The two-footed man must somehow run as fast as the wolves to survive.

Baloo the bear, with Bill Murray’s fun-loving voice adding to our entertainment, is the first to notice Mowgli’s exceptional nature and not to rebuke him for it.  After all, Mowgli has used his brains to engineer a system for securing all the honey Baloo wants from the hives on the sheer cliff above. 

And then when Mowgli dares to approach the elephants, held like gods in a fearful awe by all the jungle creatures, not only living to tell about it, but actually using his wits to avert an elephant tragedy, even Bagheera is impressed.

Finally, he accepts the man cub for what he is rather than forcing him to be like the wolves that had adopted him. In his final showdown with the fierce tiger Shere Kan Mowgli wants to fight along side the wolf pack. 

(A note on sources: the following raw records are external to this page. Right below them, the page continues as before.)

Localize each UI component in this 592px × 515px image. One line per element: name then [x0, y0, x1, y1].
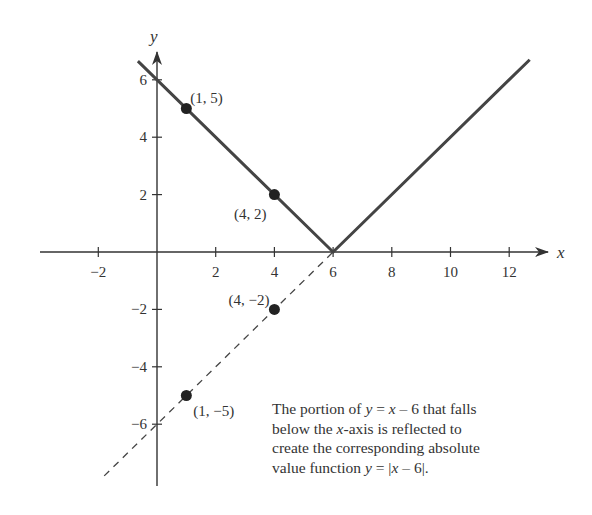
- point-label: (1, −5): [193, 403, 234, 420]
- x-tick-label: 12: [502, 264, 517, 280]
- x-tick-label: −2: [90, 264, 106, 280]
- y-axis-label: y: [148, 27, 158, 46]
- point-label: (4, −2): [228, 292, 269, 309]
- caption-line-4: value function y = |x – 6|.: [272, 458, 572, 478]
- data-point: [269, 189, 280, 200]
- y-tick-label: 4: [140, 129, 148, 145]
- data-points: (1, 5)(4, 2)(4, −2)(1, −5): [181, 90, 280, 420]
- x-tick-label: 10: [443, 264, 458, 280]
- x-tick-label: 2: [212, 264, 220, 280]
- point-label: (1, 5): [190, 90, 223, 107]
- x-tick-label: 8: [388, 264, 396, 280]
- x-tick-label: 4: [271, 264, 279, 280]
- y-tick-label: −2: [131, 301, 147, 317]
- y-tick-label: 2: [140, 187, 148, 203]
- data-point: [181, 390, 192, 401]
- y-tick-label: 6: [140, 72, 148, 88]
- annotation-caption: The portion of y = x – 6 that falls belo…: [272, 399, 572, 477]
- y-tick-label: −4: [131, 359, 147, 375]
- x-tick-label: 6: [329, 264, 337, 280]
- data-point: [269, 304, 280, 315]
- caption-line-2: below the x-axis is reflected to: [272, 419, 572, 439]
- caption-line-3: create the corresponding absolute: [272, 438, 572, 458]
- point-label: (4, 2): [234, 206, 267, 223]
- caption-line-1: The portion of y = x – 6 that falls: [272, 399, 572, 419]
- x-axis-label: x: [556, 243, 565, 262]
- y-tick-label: −6: [131, 416, 147, 432]
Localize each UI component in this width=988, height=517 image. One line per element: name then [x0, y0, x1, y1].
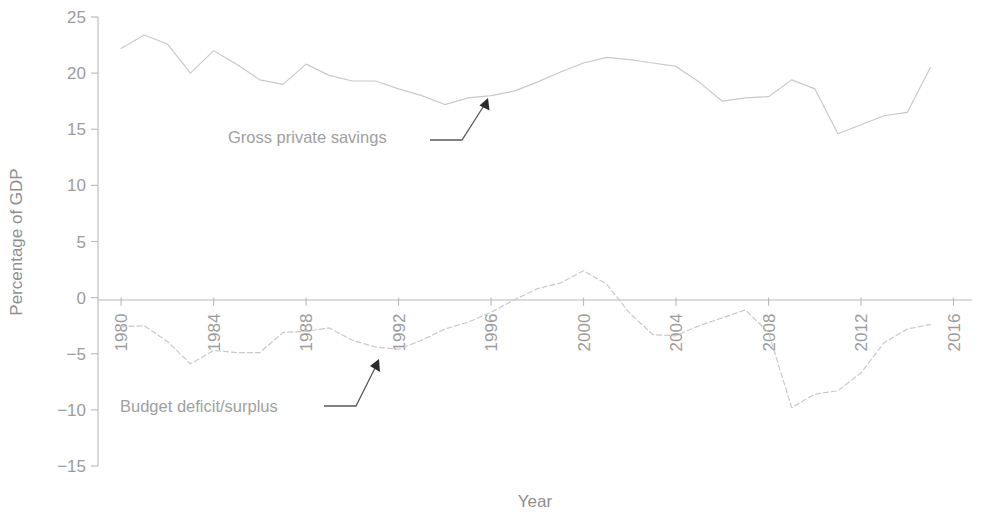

Bagheera: You can't fight him like a wolf! You're NOT a wolf!

[smiles]

Bagheera: Fight him like a man!

While Disney’s original 1967 animated Jungle Book was funny and heart-warming, with tunes that stayed with you, this film is superior.  It has some humor, but resonates with greater meaning. 

And in a world of increasing menace, the lessons it teaches are needed now more than ever.

–Kathy Borich

Trailer

Food-Loving Foodie

When Mowgli meets the great ape King Louie in the crumbling monkey temple, he offers him some papayas from the pile of food and loot at his feet.

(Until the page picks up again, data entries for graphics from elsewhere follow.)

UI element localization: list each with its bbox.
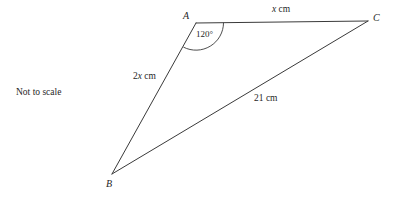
side-ab-line	[112, 23, 196, 174]
vertex-label-a: A	[183, 11, 189, 21]
vertex-label-b: B	[106, 179, 112, 189]
side-label-ac: x cm	[272, 5, 290, 15]
side-label-bc: 21 cm	[254, 94, 277, 104]
vertex-label-c: C	[373, 13, 380, 23]
side-bc-line	[112, 21, 368, 174]
not-to-scale-note: Not to scale	[16, 88, 61, 98]
angle-label-bac: 120°	[196, 30, 213, 39]
diagram-canvas: A B C 120° x cm 2x cm 21 cm Not to scale	[0, 0, 394, 198]
side-ac-line	[196, 21, 368, 23]
side-label-ab: 2x cm	[133, 72, 156, 82]
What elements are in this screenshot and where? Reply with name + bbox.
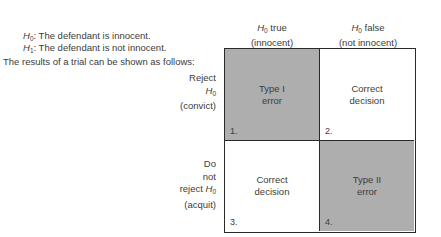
h1-symbol: H [23, 42, 30, 53]
row-note: (acquit) [146, 199, 216, 212]
h0-text: : The defendant is innocent. [34, 30, 151, 41]
h0-symbol: H [23, 30, 30, 41]
column-header-title: H0 false [320, 22, 416, 37]
h1-text: : The defendant is not innocent. [34, 42, 167, 53]
row-note: (convict) [146, 100, 216, 113]
cell-label: Correctdecision [225, 174, 319, 198]
null-hypothesis: H0: The defendant is innocent. [23, 30, 151, 42]
col-text: false [362, 22, 385, 33]
cell-number: 1. [230, 126, 238, 136]
cell-line: Type I [225, 83, 319, 95]
row-text: reject [180, 183, 206, 194]
decision-matrix: Type Ierror 1. Correctdecision 2. Correc… [224, 48, 416, 233]
row-subscript: 0 [212, 188, 216, 195]
row-header-do-not-reject: Do not reject H0 (acquit) [146, 158, 216, 211]
cell-line: Correct [320, 83, 414, 95]
row-header-reject: Reject H0 (convict) [146, 72, 216, 113]
cell-label: Type Ierror [225, 83, 319, 107]
alternative-hypothesis: H1: The defendant is not innocent. [23, 42, 166, 54]
cell-type-i-error: Type Ierror 1. [225, 49, 320, 141]
intro-text: The results of a trial can be shown as f… [3, 56, 195, 67]
cell-line: decision [320, 95, 414, 107]
col-text: true [268, 22, 287, 33]
cell-line: error [225, 95, 319, 107]
column-header-h0-false: H0 false (not innocent) [320, 22, 416, 49]
cell-line: error [320, 186, 414, 198]
row-subscript: 0 [212, 90, 216, 97]
cell-number: 3. [230, 217, 238, 227]
cell-correct-decision-1: Correctdecision 2. [320, 49, 414, 141]
row-line: reject H0 [146, 183, 216, 199]
row-line: Reject [146, 72, 216, 85]
row-line: Do [146, 158, 216, 171]
cell-line: Type II [320, 174, 414, 186]
cell-number: 2. [325, 126, 333, 136]
cell-line: Correct [225, 174, 319, 186]
cell-number: 4. [325, 217, 333, 227]
cell-label: Type IIerror [320, 174, 414, 198]
cell-type-ii-error: Type IIerror 4. [320, 141, 414, 231]
row-line: not [146, 171, 216, 184]
cell-line: decision [225, 186, 319, 198]
column-header-h0-true: H0 true (innocent) [224, 22, 320, 49]
column-header-title: H0 true [224, 22, 320, 37]
cell-label: Correctdecision [320, 83, 414, 107]
row-line: H0 [146, 85, 216, 101]
cell-correct-decision-2: Correctdecision 3. [225, 141, 320, 231]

Our special Indian drink uses mangos instead, but mixed with creamy yogurt, it is just delicious and fitting for a king or a man cub.  And easy enough that the kiddos could easily make it themselves.

Mango Lassi Drink 

"An Indian yogurt drink - smooth, creamy, and absolutely heavenly!"

Ingredients

2 mangos - peeled, seeded and diced

2 cups plain yogurt

1/2 cup white sugar

1 cup ice

 Directions
In a blender, combine mangos, yogurt, sugar and ice. Blend until smooth. Pour into glasses and serve.